• Wind Power
  • Offshore Wind Power
  • Market Transformation
  • Renewable Generation

Falling Price of Offshore Wind Power Drives UK Deployment

Sep 13, 2022

Guidehouse Insights windmill

In early July, a record amount of renewable energy was secured through the most success-ful round to date of the UK government’s flagship auction scheme. The fourth round of the Contracts for Difference (CfD) scheme secured almost 11GW across a range of clean tech-nologies, approximately 7 GW of which will be offshore wind. The result is a series of awards projects across the UK, including the world’s single largest offshore wind farm. Amidst a renewed emphasis on the European energy transition, the UK has earmarked wind energy to play a central role in meeting net-zero and energy security commitments, and both the industry and policymakers are stepping up to the mark.

UK Offshore Wind Prices Have Fallen to an All-Time Low

The CfD scheme is the government’s main mechanism for supporting low-carbon electricity generation, protecting project developers from volatile wholesale prices, and ensuring a fair price for consumers. Following the most recent allocation round, the UK government announced that the contract price for windfarms was nearly 6% lower than the 2019 auction. Offshore windfarm operators will sell power for as little as £37.35 ($43.64) per megawatt hour, a highly competitive price given supply-chain constraints and global inflationary pressures, closing the gap on onshore wind and solar PV. While technology improvements and established logistics influence cost reductions, the driving force stems from ambitious government targets. Signed in 2019, the Offshore Wind Sector Deal set a target of at least 30GW operational capacity by 2030 providing over 30% of UK electricity. Guidehouse Insight’s Global Wind Energy Database 2Q22 anticipates capacity to increase at a compound annual growth rate of 11.1% through 2030, to a cumulative capacity of over 33 GW. 

Recently announced projects include the 1,080 MW Inch Cape Phase 1 in Scotland and the 2,852 MW Hornsea Three in England, which upon completion will be the world’s largest offshore wind zone. Hexicon’s 32 MW TwinHub in the Celtic Sea secured a CfD from the UK government in July, becoming the first ever floating wind project to do so and securing 15-year revenue support in the process.

European Governments Are Signaling Their Intent

Guidehouse Insights forecasts the UK, Germany, and the Netherlands, to be Europe’s strongest performers in terms of total annual wind capacity additions between 2022 and 2031, and falling costs are not the only driver. New Dutch offshore auctions focus heavily on non-price criteria, recognizing and rewarding wind energy’s added value and emphasizing ecology and system integration. France, Germany, and Belgium are all building these criteria into their auctions. The introduction of such measures and increasingly ambitious capacity targets shows the appetite to capitalize on the renewed emphasis on wind energy. Governments shouldn’t stop there - next steps should concentrate on streamlining of regulation to shorten the permitting process and addressing supply-chain instability and rising raw material costs. Priorities for developers include reducing operation and maintenance costs and improving digitalization to unlock performance data and allow preventive maintenance to reduce forced outages.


- **Task instructions**
Output the records precisely as they stand. Pictures are to be skipped.

Figure collection entries

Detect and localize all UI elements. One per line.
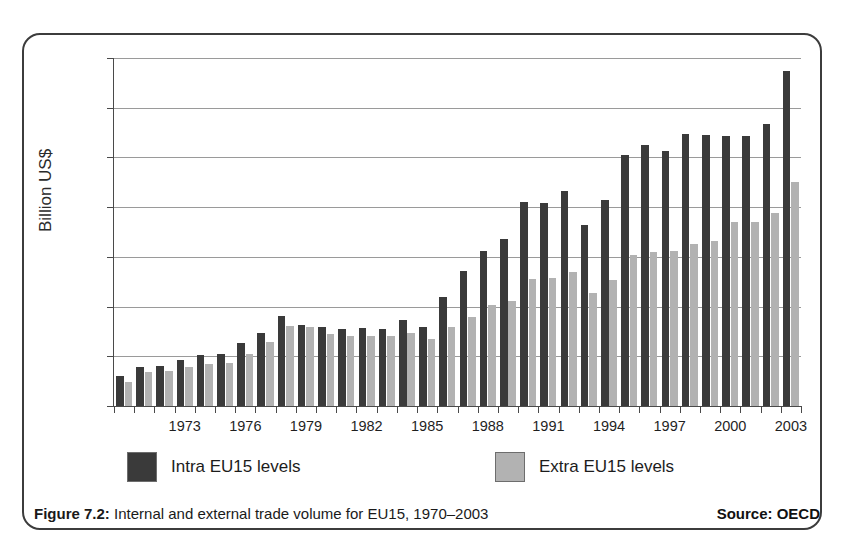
x-axis-tick-mark <box>740 406 741 413</box>
bar-extra <box>589 293 597 406</box>
x-axis-tick-mark <box>377 406 378 413</box>
bar-intra <box>439 297 447 406</box>
x-axis-tick-mark <box>660 406 661 413</box>
x-axis-tick-mark <box>498 406 499 413</box>
bar-group <box>154 58 174 406</box>
x-axis-tick-mark <box>417 406 418 413</box>
x-axis-tick-label: 2003 <box>775 418 807 434</box>
bar-group <box>660 58 680 406</box>
legend-label-extra: Extra EU15 levels <box>539 457 674 477</box>
bar-intra <box>783 71 791 406</box>
x-axis-tick-mark <box>761 406 762 413</box>
bar-intra <box>177 360 185 406</box>
y-axis-tick-mark <box>107 58 114 59</box>
bar-intra <box>419 327 427 406</box>
bar-extra <box>731 222 739 406</box>
bar-intra <box>742 136 750 406</box>
x-axis-tick-label: 1976 <box>229 418 261 434</box>
bar-extra <box>327 334 335 406</box>
bar-intra <box>561 191 569 406</box>
bar-group <box>680 58 700 406</box>
x-axis-tick-mark <box>175 406 176 413</box>
x-axis-tick-mark <box>781 406 782 413</box>
bar-group <box>579 58 599 406</box>
bar-intra <box>540 203 548 406</box>
bar-intra <box>621 155 629 406</box>
bar-extra <box>549 278 557 406</box>
bar-extra <box>165 371 173 406</box>
bar-group <box>417 58 437 406</box>
bar-extra <box>428 339 436 406</box>
legend-item-intra: Intra EU15 levels <box>127 452 300 482</box>
x-axis-tick-mark <box>559 406 560 413</box>
y-axis-tick-mark <box>107 207 114 208</box>
bar-extra <box>508 301 516 406</box>
bar-group <box>316 58 336 406</box>
bar-series-container <box>114 58 801 406</box>
x-axis-tick-label: 1988 <box>472 418 504 434</box>
bar-intra <box>702 135 710 406</box>
x-axis-tick-mark <box>700 406 701 413</box>
bar-intra <box>641 145 649 406</box>
y-axis-tick-mark <box>107 257 114 258</box>
x-axis-tick-mark <box>599 406 600 413</box>
x-axis-tick-label: 1997 <box>654 418 686 434</box>
x-axis-tick-label: 1985 <box>411 418 443 434</box>
bar-extra <box>650 252 658 406</box>
bar-group <box>134 58 154 406</box>
bar-extra <box>266 342 274 406</box>
legend-label-intra: Intra EU15 levels <box>171 457 300 477</box>
bar-extra <box>569 272 577 406</box>
x-axis-tick-label: 1991 <box>532 418 564 434</box>
bar-group <box>336 58 356 406</box>
bar-group <box>518 58 538 406</box>
bar-group <box>437 58 457 406</box>
bar-extra <box>529 279 537 406</box>
bar-extra <box>367 336 375 406</box>
bar-extra <box>347 336 355 406</box>
y-axis-tick-mark <box>107 108 114 109</box>
bar-group <box>114 58 134 406</box>
bar-intra <box>379 329 387 406</box>
bar-intra <box>156 366 164 406</box>
x-axis-tick-label: 1982 <box>350 418 382 434</box>
bar-group <box>619 58 639 406</box>
bar-intra <box>237 343 245 406</box>
bar-group <box>700 58 720 406</box>
bar-group <box>599 58 619 406</box>
x-axis-tick-label: 1973 <box>169 418 201 434</box>
bar-intra <box>399 320 407 406</box>
bar-extra <box>711 241 719 406</box>
bar-extra <box>145 372 153 406</box>
bar-group <box>215 58 235 406</box>
bar-intra <box>500 239 508 406</box>
bar-extra <box>387 336 395 406</box>
x-axis-tick-label: 1994 <box>593 418 625 434</box>
bar-group <box>478 58 498 406</box>
bar-intra <box>318 327 326 406</box>
x-axis-tick-mark <box>316 406 317 413</box>
bar-extra <box>690 244 698 406</box>
x-axis-tick-mark <box>720 406 721 413</box>
bar-intra <box>460 271 468 406</box>
y-axis-title: Billion US$ <box>36 149 56 232</box>
legend-swatch-extra-icon <box>495 452 525 482</box>
x-axis-tick-mark <box>639 406 640 413</box>
bar-intra <box>662 151 670 406</box>
bar-extra <box>630 255 638 406</box>
x-axis-tick-mark <box>801 406 802 413</box>
bar-extra <box>791 182 799 406</box>
bar-group <box>781 58 801 406</box>
bar-intra <box>480 251 488 406</box>
bar-extra <box>771 213 779 406</box>
bar-intra <box>278 316 286 406</box>
bar-intra <box>520 202 528 406</box>
bar-extra <box>125 382 133 406</box>
x-axis-tick-mark <box>619 406 620 413</box>
bar-group <box>397 58 417 406</box>
bar-intra <box>682 134 690 406</box>
bar-intra <box>338 329 346 406</box>
x-axis-tick-mark <box>215 406 216 413</box>
bar-group <box>498 58 518 406</box>
bar-intra <box>257 333 265 406</box>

- **Task result**
Detect and localize all UI elements. One per line.
x-axis-tick-mark <box>740 406 741 413</box>
bar-extra <box>589 293 597 406</box>
x-axis-tick-mark <box>377 406 378 413</box>
bar-intra <box>439 297 447 406</box>
x-axis-tick-mark <box>660 406 661 413</box>
x-axis-tick-mark <box>498 406 499 413</box>
bar-group <box>154 58 174 406</box>
x-axis-tick-mark <box>417 406 418 413</box>
x-axis-tick-label: 2003 <box>775 418 807 434</box>
bar-group <box>660 58 680 406</box>
legend-label-extra: Extra EU15 levels <box>539 457 674 477</box>
bar-intra <box>783 71 791 406</box>
x-axis-tick-mark <box>761 406 762 413</box>
bar-intra <box>177 360 185 406</box>
y-axis-tick-mark <box>107 58 114 59</box>
bar-intra <box>419 327 427 406</box>
bar-extra <box>731 222 739 406</box>
bar-intra <box>742 136 750 406</box>
x-axis-tick-label: 1976 <box>229 418 261 434</box>
bar-extra <box>327 334 335 406</box>
bar-intra <box>561 191 569 406</box>
bar-group <box>680 58 700 406</box>
x-axis-tick-mark <box>175 406 176 413</box>
x-axis-tick-mark <box>781 406 782 413</box>
bar-group <box>579 58 599 406</box>
bar-intra <box>540 203 548 406</box>
bar-intra <box>621 155 629 406</box>
bar-extra <box>549 278 557 406</box>
bar-extra <box>165 371 173 406</box>
bar-group <box>417 58 437 406</box>
bar-extra <box>428 339 436 406</box>
legend-item-intra: Intra EU15 levels <box>127 452 300 482</box>
x-axis-tick-mark <box>559 406 560 413</box>
y-axis-tick-mark <box>107 207 114 208</box>
bar-extra <box>508 301 516 406</box>
bar-group <box>316 58 336 406</box>
bar-series-container <box>114 58 801 406</box>
x-axis-tick-label: 1988 <box>472 418 504 434</box>
bar-intra <box>702 135 710 406</box>
x-axis-tick-mark <box>700 406 701 413</box>
bar-intra <box>641 145 649 406</box>
y-axis-tick-mark <box>107 257 114 258</box>
x-axis-tick-mark <box>599 406 600 413</box>
x-axis-tick-label: 1997 <box>654 418 686 434</box>
x-axis-tick-label: 1985 <box>411 418 443 434</box>
bar-extra <box>650 252 658 406</box>
bar-group <box>134 58 154 406</box>
bar-extra <box>266 342 274 406</box>
legend-label-intra: Intra EU15 levels <box>171 457 300 477</box>
bar-extra <box>569 272 577 406</box>
x-axis-tick-label: 1991 <box>532 418 564 434</box>
bar-group <box>336 58 356 406</box>
bar-group <box>518 58 538 406</box>
bar-group <box>437 58 457 406</box>
bar-extra <box>529 279 537 406</box>
bar-extra <box>367 336 375 406</box>
bar-extra <box>347 336 355 406</box>
y-axis-tick-mark <box>107 108 114 109</box>
bar-group <box>114 58 134 406</box>
bar-intra <box>379 329 387 406</box>
bar-intra <box>156 366 164 406</box>
x-axis-tick-label: 1982 <box>350 418 382 434</box>
bar-group <box>619 58 639 406</box>
bar-intra <box>237 343 245 406</box>
bar-group <box>700 58 720 406</box>
bar-group <box>599 58 619 406</box>
x-axis-tick-label: 1973 <box>169 418 201 434</box>
bar-intra <box>399 320 407 406</box>
bar-extra <box>711 241 719 406</box>
bar-extra <box>145 372 153 406</box>
bar-group <box>215 58 235 406</box>
bar-intra <box>500 239 508 406</box>
bar-extra <box>387 336 395 406</box>
x-axis-tick-label: 1994 <box>593 418 625 434</box>
bar-group <box>478 58 498 406</box>
bar-intra <box>318 327 326 406</box>
x-axis-tick-mark <box>316 406 317 413</box>
bar-extra <box>690 244 698 406</box>
x-axis-tick-mark <box>720 406 721 413</box>
bar-intra <box>460 271 468 406</box>
y-axis-title: Billion US$ <box>36 149 56 232</box>
legend-swatch-extra-icon <box>495 452 525 482</box>
x-axis-tick-mark <box>639 406 640 413</box>
bar-intra <box>662 151 670 406</box>
bar-extra <box>630 255 638 406</box>
x-axis-tick-mark <box>801 406 802 413</box>
bar-extra <box>791 182 799 406</box>
bar-group <box>781 58 801 406</box>
bar-intra <box>480 251 488 406</box>
bar-extra <box>771 213 779 406</box>
bar-intra <box>278 316 286 406</box>
bar-intra <box>520 202 528 406</box>
bar-extra <box>125 382 133 406</box>
x-axis-tick-mark <box>619 406 620 413</box>
bar-group <box>397 58 417 406</box>
bar-intra <box>682 134 690 406</box>
bar-intra <box>338 329 346 406</box>
x-axis-tick-mark <box>215 406 216 413</box>
bar-group <box>498 58 518 406</box>
bar-intra <box>257 333 265 406</box>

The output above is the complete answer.